56 Aman-ud-dollah, "Worrying information in government documents: 150,000 Rohingyas are permanently residing in the Chittagong region," The Daily Janakontha, July 17, 1999 (In Bengali).

57 Locals of the Chittagong region claim to be able to identify Rohingya from their dress and speech.

58 Local observers have noted that this is a long-standing network that can absorb small movements of Rohingya refugees but can in no way accommodate mass exoduses such as those of the 1970s and 1990s.

59 Local NGO workers suggested that a consequence of this pattern is that women become vulnerable. The men often move to Dhaka and are not heard from again leaving the women alone in the village unable to provide for themselves or their children. Some have been reported to resort to commercial sex work or have become vulnerable to human traffickers. Traffickers are said to have sent women and children to South Asia and the Persian Gulf states. In the Gulf states, Human Rights Watch was told young boys are used as jockeys in camel races. Many boys have lost their lives in such races.

60 C.R. Abrar, "Human Rights Condition of the Rohingya Refugees," Daily Star, 16 May 1999.

61 Internal report from a humanitarian agency working in Bangladesh, 1998.

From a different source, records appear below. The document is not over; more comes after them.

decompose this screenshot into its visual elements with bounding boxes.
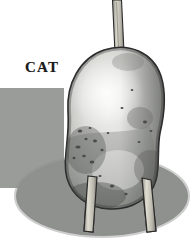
cat-label: CAT: [25, 59, 59, 76]
illustration-scene: CAT: [0, 0, 196, 239]
illustration-svg: [0, 0, 196, 239]
vertical-rod: [113, 0, 125, 53]
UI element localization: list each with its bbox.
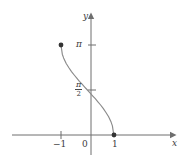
arccos-curve-group [61,45,114,135]
endpoint-dot-left [59,43,64,48]
x-axis-label: x [172,139,177,148]
arccos-plot-figure: y x π π 2 −1 0 1 [0,0,185,166]
y-axis-arrow-icon [88,13,94,20]
y-tick-label-pi-half: π 2 [75,81,82,98]
fraction-pi-over-two: π 2 [75,81,82,98]
plot-canvas [0,0,185,166]
x-tick-label-one: 1 [112,140,118,149]
x-axis-group [12,132,177,138]
y-tick-label-pi: π [76,40,82,49]
fraction-denominator: 2 [75,90,82,98]
arccos-curve [61,45,114,135]
endpoint-dot-right [112,133,117,138]
fraction-numerator: π [75,81,82,89]
y-axis-group [88,13,94,156]
y-axis-label: y [83,12,88,21]
x-tick-label-neg-one: −1 [53,140,66,149]
origin-label: 0 [82,140,88,149]
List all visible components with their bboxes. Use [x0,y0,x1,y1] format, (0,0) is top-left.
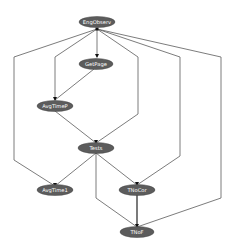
node-label: TNoCor [126,187,147,193]
node-avgtime1[interactable]: AvgTime1 [37,185,73,196]
node-label: GetPage [85,61,107,68]
edges [14,29,221,227]
arrowhead-icon [95,54,99,58]
node-avgtimep[interactable]: AvgTimeP [37,101,73,112]
edge-engobserv-tnocor [97,29,180,185]
edge-tests-avgtime1 [55,153,96,186]
edge-engobserv-tests [96,29,138,143]
node-label: TNoF [129,229,143,235]
node-tests[interactable]: Tests [78,143,114,154]
edge-tests-tnocor [96,153,137,185]
anchor-dot-icon [96,28,99,31]
node-label: AvgTimeP [42,103,67,110]
edge-avgtimep-tests [55,111,96,143]
node-getpage[interactable]: GetPage [79,59,113,70]
node-tnof[interactable]: TNoF [120,227,154,238]
edge-engobserv-tnof [97,29,221,227]
node-tnocor[interactable]: TNoCor [119,185,155,196]
edge-getpage-avgtimep [55,69,94,100]
dependency-graph: EngObserv GetPage AvgTimeP Tests AvgTime… [0,0,233,252]
node-label: AvgTime1 [42,187,68,194]
node-engobserv[interactable]: EngObserv [79,17,115,28]
node-label: EngObserv [83,19,111,26]
node-label: Tests [89,145,103,151]
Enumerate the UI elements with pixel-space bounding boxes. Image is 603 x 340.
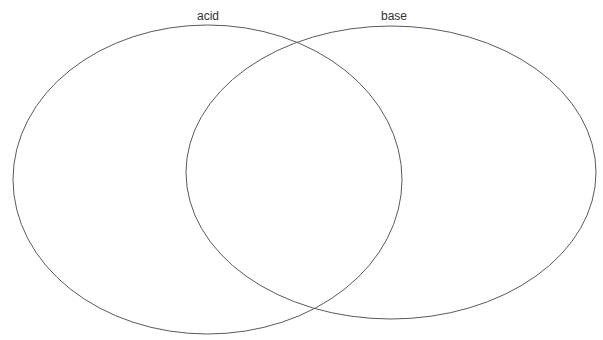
acid-set-ellipse	[13, 25, 402, 334]
venn-canvas	[0, 0, 603, 340]
base-set-ellipse	[186, 26, 596, 319]
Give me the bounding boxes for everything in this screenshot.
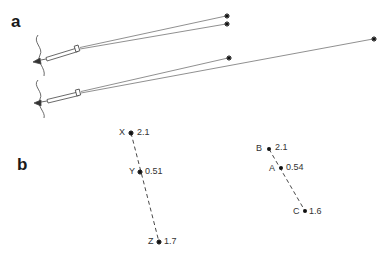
stimulation-points (225, 14, 376, 60)
point-b-icon (267, 147, 271, 151)
diagram-canvas (0, 0, 392, 264)
point-z-name: Z (148, 236, 154, 246)
point-c-icon (303, 209, 307, 213)
point-y-name: Y (129, 166, 135, 176)
point-c-name: C (293, 206, 300, 216)
tissue-boundary-icon (36, 80, 44, 118)
point-a-value: 0.54 (286, 162, 304, 172)
point-z-value: 1.7 (164, 236, 177, 246)
point-c-value: 1.6 (309, 206, 322, 216)
point-a-name: A (269, 163, 275, 173)
electrode-upper (33, 16, 226, 76)
point-x-value: 2.1 (137, 127, 150, 137)
point-x-name: X (119, 127, 125, 137)
dashed-line-bac (269, 149, 305, 211)
dashed-line-xyz (131, 133, 159, 242)
electrode-lower (34, 39, 373, 118)
point-y-value: 0.51 (145, 166, 163, 176)
point-a-icon (279, 166, 283, 170)
point-b-value: 2.1 (275, 142, 288, 152)
tissue-boundary-icon (36, 35, 44, 76)
point-b-name: B (256, 143, 262, 153)
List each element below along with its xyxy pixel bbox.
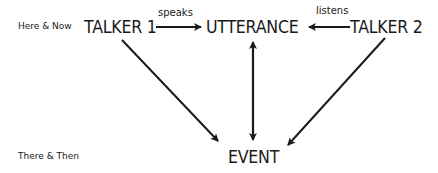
talker2-node: TALKER 2 (350, 18, 423, 36)
speaks-label: speaks (158, 8, 193, 18)
communication-diagram: Here & Now There & Then TALKER 1 UTTERAN… (0, 0, 438, 173)
talker1-to-event-arrow (122, 40, 218, 141)
there-and-then-label: There & Then (18, 152, 79, 161)
talker1-node: TALKER 1 (84, 18, 157, 36)
listens-label: listens (316, 6, 348, 16)
here-and-now-label: Here & Now (18, 22, 72, 31)
utterance-node: UTTERANCE (206, 18, 298, 36)
talker2-to-event-arrow (288, 38, 385, 145)
event-node: EVENT (228, 148, 279, 166)
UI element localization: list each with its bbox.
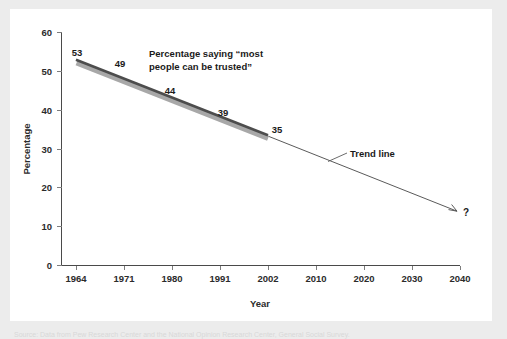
x-axis: 1964 1971 1980 1991 2002 2010 2020 2030 … bbox=[62, 266, 471, 310]
data-label-1964: 53 bbox=[72, 47, 83, 58]
series-annotation-line2: people can be trusted” bbox=[149, 61, 252, 72]
y-axis: 60 50 40 30 20 10 0 Percentage bbox=[21, 27, 62, 271]
data-label-2002: 35 bbox=[272, 124, 283, 135]
y-tick-label-10: 10 bbox=[41, 221, 52, 232]
x-axis-title: Year bbox=[250, 298, 270, 309]
y-tick-label-20: 20 bbox=[41, 182, 52, 193]
y-tick-label-60: 60 bbox=[41, 27, 52, 38]
trend-line-annotation-label: Trend line bbox=[350, 148, 395, 159]
data-label-1991: 39 bbox=[218, 107, 229, 118]
series-annotation-line1: Percentage saying “most bbox=[149, 48, 264, 59]
data-label-1971: 49 bbox=[115, 58, 126, 69]
x-tick-label-1991: 1991 bbox=[209, 273, 231, 284]
x-tick-label-1980: 1980 bbox=[161, 273, 182, 284]
series-annotation: Percentage saying “most people can be tr… bbox=[149, 48, 264, 72]
y-tick-label-50: 50 bbox=[41, 66, 52, 77]
trend-line-annotation: Trend line bbox=[328, 148, 395, 162]
chart-plot-area: 60 50 40 30 20 10 0 Percentage bbox=[10, 9, 492, 321]
figure-source-caption: Source: Data from Pew Research Center an… bbox=[14, 331, 494, 339]
y-tick-label-40: 40 bbox=[41, 105, 52, 116]
x-tick-label-1971: 1971 bbox=[113, 273, 135, 284]
x-tick-label-2002: 2002 bbox=[257, 273, 278, 284]
data-label-1980: 44 bbox=[165, 85, 176, 96]
x-tick-label-2010: 2010 bbox=[305, 273, 326, 284]
x-tick-label-1964: 1964 bbox=[65, 273, 87, 284]
data-line-shadow bbox=[77, 63, 269, 139]
x-tick-label-2030: 2030 bbox=[401, 273, 422, 284]
y-tick-label-0: 0 bbox=[47, 260, 52, 271]
x-tick-label-2040: 2040 bbox=[449, 273, 470, 284]
trend-line-leader bbox=[328, 153, 347, 162]
y-tick-label-30: 30 bbox=[41, 144, 52, 155]
future-unknown-marker: ? bbox=[463, 207, 469, 218]
figure-card: 60 50 40 30 20 10 0 Percentage bbox=[10, 9, 492, 321]
x-tick-label-2020: 2020 bbox=[353, 273, 374, 284]
future-unknown-label: ? bbox=[463, 207, 469, 218]
line-chart-svg: 60 50 40 30 20 10 0 Percentage bbox=[10, 9, 492, 321]
y-axis-title: Percentage bbox=[21, 123, 32, 174]
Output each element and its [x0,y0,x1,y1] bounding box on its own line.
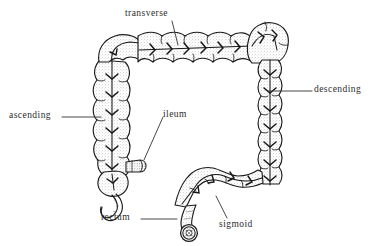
label-sigmoid: sigmoid [219,220,253,230]
ascending-colon [93,60,130,176]
colon-illustration [0,0,376,246]
transverse-colon [138,32,252,62]
diagram-canvas: transverse descending ascending ileum re… [0,0,376,246]
label-ascending: ascending [9,111,51,121]
leader-sigmoid [216,196,227,218]
splenic-flexure [247,22,288,63]
hepatic-flexure [99,35,140,62]
label-descending: descending [314,85,361,95]
cecum [98,171,128,196]
descending-colon [258,60,282,185]
label-transverse: transverse [125,9,168,19]
ileum-stub [126,160,146,172]
anal-opening [181,225,198,242]
label-ileum: ileum [163,110,187,120]
leader-ileum [144,117,163,160]
label-rectum: rectum [101,213,130,223]
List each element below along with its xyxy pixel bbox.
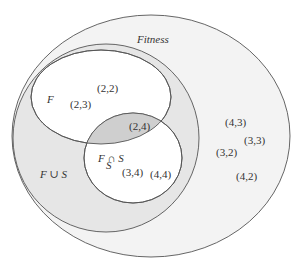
f-label: F <box>46 93 54 105</box>
union-label: F ∪ S <box>39 168 67 180</box>
point-4-3: (4,3) <box>225 116 246 129</box>
s-label: S <box>106 159 112 171</box>
point-3-3: (3,3) <box>244 134 265 147</box>
point-2-4: (2,4) <box>129 120 150 133</box>
point-4-4: (4,4) <box>150 168 171 181</box>
point-2-3: (2,3) <box>70 98 91 111</box>
venn-diagram: Fitness F F ∩ S S F ∪ S (2,2) (2,3) (2,4… <box>0 0 299 267</box>
point-3-4: (3,4) <box>122 166 143 179</box>
point-2-2: (2,2) <box>97 82 118 95</box>
point-4-2: (4,2) <box>236 170 257 183</box>
point-3-2: (3,2) <box>216 146 237 159</box>
fitness-label: Fitness <box>136 33 169 45</box>
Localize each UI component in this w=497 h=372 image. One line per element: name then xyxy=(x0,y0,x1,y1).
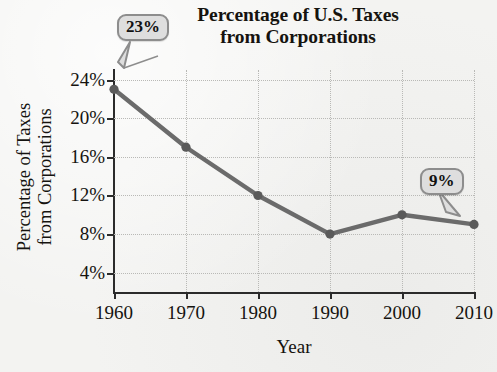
y-axis-title: Percentage of Taxes from Corporations xyxy=(8,66,62,288)
x-tick xyxy=(186,292,188,299)
x-tick xyxy=(474,292,476,299)
x-axis-title: Year xyxy=(113,336,475,358)
x-tick xyxy=(258,292,260,299)
y-tick xyxy=(107,80,114,82)
y-tick xyxy=(107,118,114,120)
x-tick-label: 1970 xyxy=(167,302,205,324)
y-tick xyxy=(107,234,114,236)
x-axis-line xyxy=(113,292,475,294)
y-tick-label: 24% xyxy=(70,69,105,91)
x-tick-label: 1980 xyxy=(239,302,277,324)
data-point xyxy=(181,143,190,152)
y-tick xyxy=(107,157,114,159)
x-tick xyxy=(330,292,332,299)
x-tick-label: 1990 xyxy=(311,302,349,324)
callout-value-2010: 9% xyxy=(420,168,464,195)
x-tick-label: 2010 xyxy=(455,302,493,324)
y-axis-title-line-2: from Corporations xyxy=(35,103,56,251)
data-point xyxy=(469,220,478,229)
data-point xyxy=(325,229,334,238)
series-line xyxy=(114,89,474,234)
y-tick-label: 20% xyxy=(70,107,105,129)
x-tick xyxy=(402,292,404,299)
gridline-vertical xyxy=(474,70,475,292)
data-point xyxy=(397,210,406,219)
x-tick xyxy=(114,292,116,299)
y-axis-title-line-1: Percentage of Taxes xyxy=(14,103,35,251)
y-tick-label: 4% xyxy=(80,262,105,284)
y-tick-label: 16% xyxy=(70,146,105,168)
y-tick-label: 8% xyxy=(80,223,105,245)
x-tick-label: 1960 xyxy=(95,302,133,324)
chart-title-line-1: Percentage of U.S. Taxes xyxy=(148,4,448,26)
chart-figure: Percentage of U.S. Taxes from Corporatio… xyxy=(0,0,497,372)
callout-value-1960: 23% xyxy=(117,14,169,41)
chart-title-line-2: from Corporations xyxy=(148,26,448,48)
data-point xyxy=(253,191,262,200)
y-tick-label: 12% xyxy=(70,184,105,206)
y-tick xyxy=(107,273,114,275)
data-point xyxy=(109,85,118,94)
chart-title: Percentage of U.S. Taxes from Corporatio… xyxy=(148,4,448,48)
y-tick xyxy=(107,195,114,197)
x-tick-label: 2000 xyxy=(383,302,421,324)
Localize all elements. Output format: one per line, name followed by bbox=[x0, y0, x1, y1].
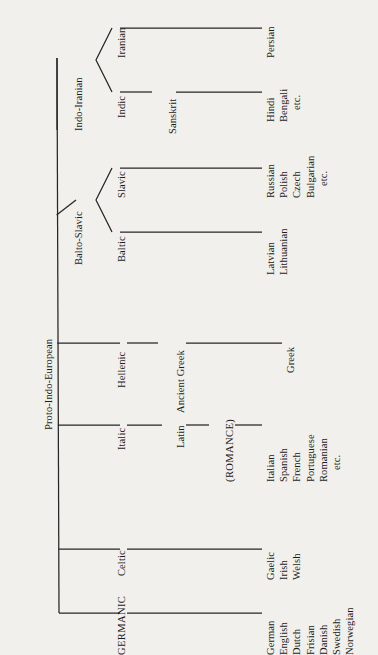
leaf-label: Swedish bbox=[332, 619, 343, 655]
node-hellenic: Hellenic bbox=[117, 352, 128, 388]
leaf-label: English bbox=[279, 622, 290, 655]
leaf-label: Italian bbox=[266, 454, 277, 482]
leaf-label: Hindi bbox=[266, 98, 277, 122]
node-ancient-greek: Ancient Greek bbox=[176, 350, 187, 413]
leaf-label: French bbox=[292, 452, 303, 482]
node-indo-iranian: Indo-Iranian bbox=[74, 77, 85, 131]
leaf-label: German bbox=[266, 621, 277, 655]
leaf-label: Norwegian bbox=[345, 607, 356, 655]
tree-connectors bbox=[0, 0, 378, 655]
node-celtic: Celtic bbox=[117, 550, 128, 576]
leaf-label: Romanian bbox=[319, 438, 330, 482]
leaf-label: etc. bbox=[292, 95, 303, 110]
node-latin: Latin bbox=[176, 425, 187, 448]
leaf-label: Frisian bbox=[306, 625, 317, 655]
node-baltic: Baltic bbox=[117, 236, 128, 262]
leaf-label: Czech bbox=[292, 171, 303, 198]
leaf-label: Irish bbox=[279, 560, 290, 580]
leaf-label: Dutch bbox=[292, 629, 303, 655]
node-indic: Indic bbox=[117, 96, 128, 118]
leaf-label: Lithuanian bbox=[279, 229, 290, 276]
node-proto-indo-european: Proto-Indo-European bbox=[44, 339, 55, 430]
leaf-label: Danish bbox=[319, 625, 330, 655]
node-iranian: Iranian bbox=[117, 28, 128, 58]
leaf-label: Polish bbox=[279, 171, 290, 198]
node-balto-slavic: Balto-Slavic bbox=[74, 211, 85, 265]
leaf-label: Spanish bbox=[279, 448, 290, 482]
node-sanskrit: Sanskrit bbox=[168, 99, 179, 134]
leaf-label: Latvian bbox=[266, 242, 277, 275]
leaf-label: Persian bbox=[266, 26, 277, 58]
node-romance: (ROMANCE) bbox=[225, 419, 236, 482]
figure-canvas: Proto-Indo-European GERMANIC Celtic Ital… bbox=[0, 0, 378, 655]
fork-balto-slavic bbox=[96, 168, 112, 232]
leaf-label: etc. bbox=[319, 171, 330, 186]
leaf-label: Bulgarian bbox=[306, 156, 317, 198]
node-germanic: GERMANIC bbox=[117, 596, 128, 655]
leaf-label: Bengali bbox=[279, 89, 290, 122]
leaf-label: Gaelic bbox=[266, 552, 277, 580]
leaf-label: Russian bbox=[266, 164, 277, 198]
leaf-label: Welsh bbox=[292, 554, 303, 580]
leaf-label: etc. bbox=[332, 455, 343, 470]
node-slavic: Slavic bbox=[117, 171, 128, 198]
node-italic: Italic bbox=[117, 428, 128, 450]
fork-indo-iranian bbox=[96, 28, 112, 92]
leaf-label: Greek bbox=[286, 347, 297, 373]
trunk-line bbox=[57, 58, 59, 613]
leaf-label: Portuguese bbox=[306, 434, 317, 482]
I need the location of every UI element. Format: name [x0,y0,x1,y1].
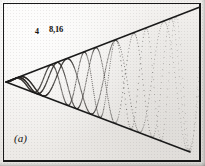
figure-panel: 4 8,16 (a) [0,0,205,166]
figure-border-frame [3,3,201,162]
curve-label-8-16: 8,16 [49,25,63,34]
curve-label-4: 4 [35,28,39,36]
panel-label: (a) [14,133,27,144]
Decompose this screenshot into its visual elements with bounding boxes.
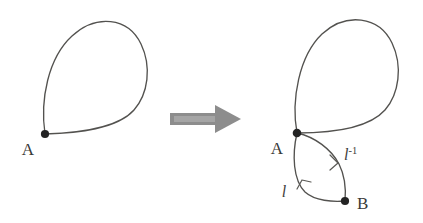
transformation-arrow-shaft-texture (174, 116, 215, 122)
right-panel-edge-label-l-inverse: l-1 (344, 145, 357, 163)
transformation-arrow-head (215, 105, 241, 133)
right-panel-loop-curve (295, 20, 398, 133)
left-panel-vertex-A-dot (41, 130, 49, 138)
right-panel-edge-label-l: l (282, 183, 287, 200)
left-panel-loop-curve (44, 21, 148, 134)
right-panel-label-B: B (357, 194, 368, 213)
topology-diagram-svg: A A B l l (0, 0, 423, 223)
transformation-arrow (170, 105, 241, 133)
edge-label-l-base: l (282, 183, 287, 200)
diagram-canvas: A A B l l (0, 0, 423, 223)
right-panel-vertex-A-dot (293, 129, 302, 138)
left-panel-label-A: A (22, 140, 35, 159)
left-arc-direction-tick (297, 180, 311, 189)
right-panel: A B l l-1 (271, 20, 398, 213)
edge-label-l-inverse-exponent: -1 (348, 145, 357, 156)
right-panel-vertex-B-dot (341, 197, 349, 205)
left-panel: A (22, 21, 147, 159)
right-panel-label-A: A (271, 139, 284, 158)
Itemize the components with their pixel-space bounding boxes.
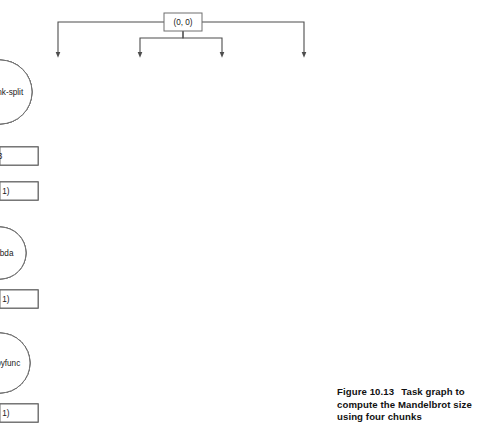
- nodes-layer: (0, 0)rechunk-split0(0, 0)lambda(0, 0)fr…: [0, 13, 202, 422]
- node-root-box-label: (0, 0): [173, 18, 192, 27]
- node-c3-chunk-label: (1, 1): [0, 187, 10, 196]
- node-c3-lambda-label: lambda: [0, 249, 14, 258]
- node-c3-rechunk-label: rechunk-split: [0, 88, 24, 97]
- node-c3-out-label: (1, 1): [0, 409, 10, 418]
- task-graph-canvas: (0, 0)rechunk-split0(0, 0)lambda(0, 0)fr…: [0, 0, 498, 446]
- figure-caption: Figure 10.13Task graph to compute the Ma…: [337, 386, 492, 424]
- node-c3-mid-label: (1, 1): [0, 295, 10, 304]
- node-c3-frompy-label: frompyfunc: [0, 359, 20, 368]
- node-c3-key[interactable]: [0, 147, 38, 165]
- edge-root-to-col1: [140, 31, 183, 55]
- edge-root-to-col2: [183, 31, 222, 55]
- figure-caption-number: Figure 10.13: [337, 386, 394, 397]
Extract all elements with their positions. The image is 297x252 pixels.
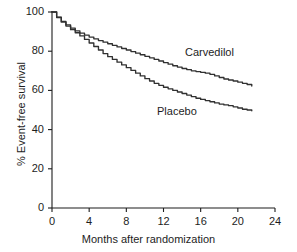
x-tick-label: 4 — [74, 215, 104, 227]
x-tick-label: 12 — [149, 215, 179, 227]
x-axis-title: Months after randomization — [0, 233, 297, 245]
series-label-placebo: Placebo — [157, 105, 197, 117]
series-label-carvedilol: Carvedilol — [185, 46, 234, 58]
x-tick-label: 0 — [37, 215, 67, 227]
y-ticks-group — [48, 12, 52, 208]
y-tick-label: 0 — [4, 201, 44, 213]
series-group — [52, 12, 252, 111]
series-line-placebo — [52, 12, 252, 111]
x-tick-label: 24 — [260, 215, 290, 227]
x-tick-label: 20 — [223, 215, 253, 227]
y-tick-label: 100 — [4, 5, 44, 17]
x-tick-label: 16 — [186, 215, 216, 227]
y-axis-title: % Event-free survival — [15, 49, 27, 179]
survival-chart-figure: 020406080100 04812162024 % Event-free su… — [0, 0, 297, 252]
x-ticks-group — [52, 208, 275, 212]
x-tick-label: 8 — [111, 215, 141, 227]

62 Bangladesh: Disaster Report 1998, Dhaka, pp. 235, 236.

63 NGOs which closely monitor the undocumented Rohingya population estimate the population to be just above 150,000.

64 Aman-ud-dollah, Ibid.

65 Human Rights Watch Interview with non-governmental organization, August 6, 1999.

66 The Nation, "Junta vows to shoot returnees," November 4, 1999.

67 The government estimates there to be some 1,700 Rohingya in prisons throughout the country, the majority serving or having completed terms for illegal entry. United News of Bangladesh, "Rohingya-Prisoners," October 25, 1999.

68 Article 1(A) (2) 1951 Convention Relating to the Status of Refugees

69 UNHCR Handbook on Procedures and Criteria for Determining Refugee Status, UNHCR, reedited Geneva, January 1992, p. 18

70 Ibid, p. 15

71 Ibid, p. 16

72 Guy S. Goodwin Gill, The Refugee in International Law, (Oxford: Clarendon Press) 1996, p. 68.

73 The Burmese government has routinely violated the rights of all Burmese citizens by denying them the freedom of speech, assembly and association.